That the publisher lists this in the "Literature/Middle Eastern Studies" categories on the book jacket suggests that there's some extraliterary dimension to Shammas's admittedly autobiographical story. Beside the whiff of sociology, there's novelty as well: Shammas is the first Christian Palestinian to write in Hebrew, and his family tale mingles with the lore of his displaced group. Spanning Arab life from the 1860s to the present, Shammas's "fragmented structure of juxtaposed time zones and images" (to use "Kirkus's "description in 1988) "ultimately combines into a vivid portrait of Middle Eastern life." This "anecdotal history" travels widely and "gets the better of our narrator," even though "family bonds prove stronger than the forces of dispersal." A bit confused by "the largely unnecessary device of introducing a hidden narrator," "Kirkus "considered Shammas's family mystery a "vibrant and original" work. (Kirkus Reviews)
About the Author
Anton Shammas is Professor of Near Eastern Studies at the University of Michigan.
Customer Reviews
From a small villege in the galil to the midwest of America
Anton Shammas wrote the book like a crafstman.
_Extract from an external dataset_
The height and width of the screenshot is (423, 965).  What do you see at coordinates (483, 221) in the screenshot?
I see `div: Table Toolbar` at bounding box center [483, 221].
Like a crafstman using a threads and a needle he is using words and stories, going back and forth in time, between reality and fiction. Slowly he gives his readers the pleasure of gathering the details into one existence, that is so fragile. The story of a small village in the Galil starts in the end of the 18th century and ends in the beginning of the eighties of the 20th century. The book start in The Galil and end up in a small town in the midwest. The story of the Palestinians and their broken reality. The book is telling the story of Anton the writer or Anton the fiction, playing between several stories or realities. The style is changing according to the time of the story that is being told, making the book fasinating and challenging. Shammmas, a Palestinian israeli wrote the book in hebrew, this is an important detail in understanding the full complexitiy of the book. This is a very important book for people who are interesting in the Palestinian and The Israeli culture.